“What do you do when you know you need a break, but you can’t take one?” Some version of this question pops into my DMs frequently. There are always very valid reasons why the woman sending it feels this way.
Her husband works a demanding job, she has a special needs child, she’s a single mother, her career will implode, she won’t be able to pay the bills… and on and on, every single reason one that deserves empathy and validation.
I don’t know that I’m the person to help with this, that I’m the example to look to. I don’t have a list of resources, help to engage prior to taking a deserved and desperately needed break and seeking help, that will make any of this better. The sad truth is I don’t think there’s really much out there.
My experience, and my knowledge of the experiences of others, has taught me that when you get to your breaking point, if you don’t find a way to get the intense level of care that you need, things are going to happen that eventually force that. In fact, it’s likely going to escalate.

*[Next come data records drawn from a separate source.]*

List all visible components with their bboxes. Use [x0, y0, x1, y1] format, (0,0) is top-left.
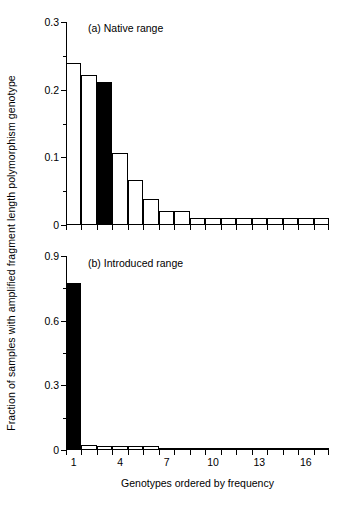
y-tick-minor: [63, 56, 66, 57]
bar: [314, 448, 329, 450]
bar: [112, 153, 127, 225]
x-tick: [66, 225, 67, 230]
bar: [143, 199, 158, 225]
x-tick: [112, 450, 113, 455]
x-tick-label: 7: [164, 457, 170, 468]
bar: [221, 218, 236, 225]
x-tick: [221, 450, 222, 455]
y-tick-label: 0.1: [44, 152, 59, 163]
panel-native-range: (a) Native range 00.10.20.3: [0, 0, 349, 246]
bar: [81, 75, 96, 225]
bar: [236, 218, 251, 225]
y-tick-label: 0.9: [44, 251, 59, 262]
y-tick-label: 0.3: [44, 380, 59, 391]
bar: [174, 211, 189, 225]
bar: [97, 82, 112, 225]
x-tick: [205, 450, 206, 455]
bar: [190, 218, 205, 225]
x-tick: [328, 225, 329, 230]
y-tick-label: 0.6: [44, 315, 59, 326]
y-tick-major: [61, 256, 66, 257]
x-tick: [283, 450, 284, 455]
x-tick: [143, 225, 144, 230]
bar: [283, 448, 298, 450]
x-tick: [190, 225, 191, 230]
x-tick: [283, 225, 284, 230]
x-tick-label: 13: [254, 457, 266, 468]
bar: [252, 448, 267, 450]
x-tick: [81, 225, 82, 230]
x-axis-title: Genotypes ordered by frequency: [66, 478, 329, 489]
bar: [205, 218, 220, 225]
x-tick-label: 10: [207, 457, 219, 468]
x-tick-label: 1: [71, 457, 77, 468]
bar: [236, 448, 251, 450]
plot-area-introduced-range: 00.30.60.9147101316: [66, 256, 329, 450]
bar: [143, 446, 158, 450]
x-tick: [128, 225, 129, 230]
bar: [267, 448, 282, 450]
x-tick: [314, 450, 315, 455]
x-tick: [252, 225, 253, 230]
bar: [81, 445, 96, 450]
x-tick: [267, 450, 268, 455]
bar: [298, 448, 313, 450]
bar: [190, 448, 205, 450]
y-tick-label: 0.3: [44, 17, 59, 28]
x-tick: [298, 450, 299, 455]
bar: [174, 448, 189, 450]
bar: [112, 446, 127, 450]
bar: [283, 218, 298, 225]
x-tick: [221, 225, 222, 230]
x-tick: [159, 225, 160, 230]
x-tick: [159, 450, 160, 455]
x-tick-label: 16: [300, 457, 312, 468]
bar: [128, 180, 143, 225]
x-tick: [236, 450, 237, 455]
x-tick: [112, 225, 113, 230]
x-tick: [328, 450, 329, 455]
x-tick-label: 4: [117, 457, 123, 468]
x-tick: [267, 225, 268, 230]
x-tick: [190, 450, 191, 455]
x-tick: [236, 225, 237, 230]
bar: [314, 218, 329, 225]
x-tick: [174, 450, 175, 455]
figure-bar-chart-pair: Fraction of samples with amplified fragm…: [0, 0, 349, 506]
x-tick: [143, 450, 144, 455]
bar: [128, 446, 143, 450]
x-tick: [128, 450, 129, 455]
bar: [205, 448, 220, 450]
bar: [159, 211, 174, 225]
bar: [66, 283, 81, 450]
x-tick: [314, 225, 315, 230]
y-tick-major: [61, 22, 66, 23]
x-tick: [298, 225, 299, 230]
bar: [267, 218, 282, 225]
panel-introduced-range: (b) Introduced range 00.30.60.9147101316…: [0, 246, 349, 506]
bar: [97, 446, 112, 450]
bar: [221, 448, 236, 450]
x-tick: [97, 225, 98, 230]
y-tick-label: 0: [53, 445, 59, 456]
x-tick: [66, 450, 67, 455]
bar: [66, 63, 81, 225]
x-tick: [97, 450, 98, 455]
y-tick-label: 0.2: [44, 84, 59, 95]
bar: [252, 218, 267, 225]
bar: [298, 218, 313, 225]
x-tick: [252, 450, 253, 455]
x-tick: [174, 225, 175, 230]
plot-area-native-range: 00.10.20.3: [66, 22, 329, 225]
y-tick-label: 0: [53, 220, 59, 231]
x-tick: [205, 225, 206, 230]
bar: [159, 448, 174, 450]
x-tick: [81, 450, 82, 455]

Women who are breaking, often the keystone of their family or office, have to walk away and let people fall. There is no pretty or easy way around this. We have to learn to love ourselves so deeply that we can live with dropping every ball so that we can heal.
And that sounds impossible when you are breaking under the weight of self loathing.
It’s a trust fall. You walk away and let things around you fall apart, trusting that this gives birth to a healed version of you. But, she won’t be so strong she can come back and clean up all the mess she left behind. She’ll be even stronger.
She’ll come back and have compassion for herself, and love herself so much for getting help. She won’t feel the need to clean up the messes because she will know that the people in her life are capable, and always have been, of picking up the pieces.
Is it really that simple? Yes. And no. Of course, parents should always try to keep their kids best interests at the top of their priority list. I’m not advocating for irresponsible abandonment, but I am challenging you to redefine what people in your life truly “need” from you vs. what they or you expect.
One example:
I stopped managing pediatrician appointments and school communication a few years ago. My co-parent is capable of taking the reigns on these, and asking for my help when it’s needed. It’s exactly the same arrangement we had, in reverse, for 12 years before that.
Finances and healthcare make all of this so much more difficult. I fully understand the gravity of not being able to pay bills or take on more debt. I live it every single day of my life, and I hate it. But, I have no doubt that this is the lesser of the two burdens, and that continuing to live my life as a broken person would have escalated to a point impossible to return from.
This: It’s a trust fall. You walk away and let things around you fall apart, trusting that this gives birth to a healed version of you.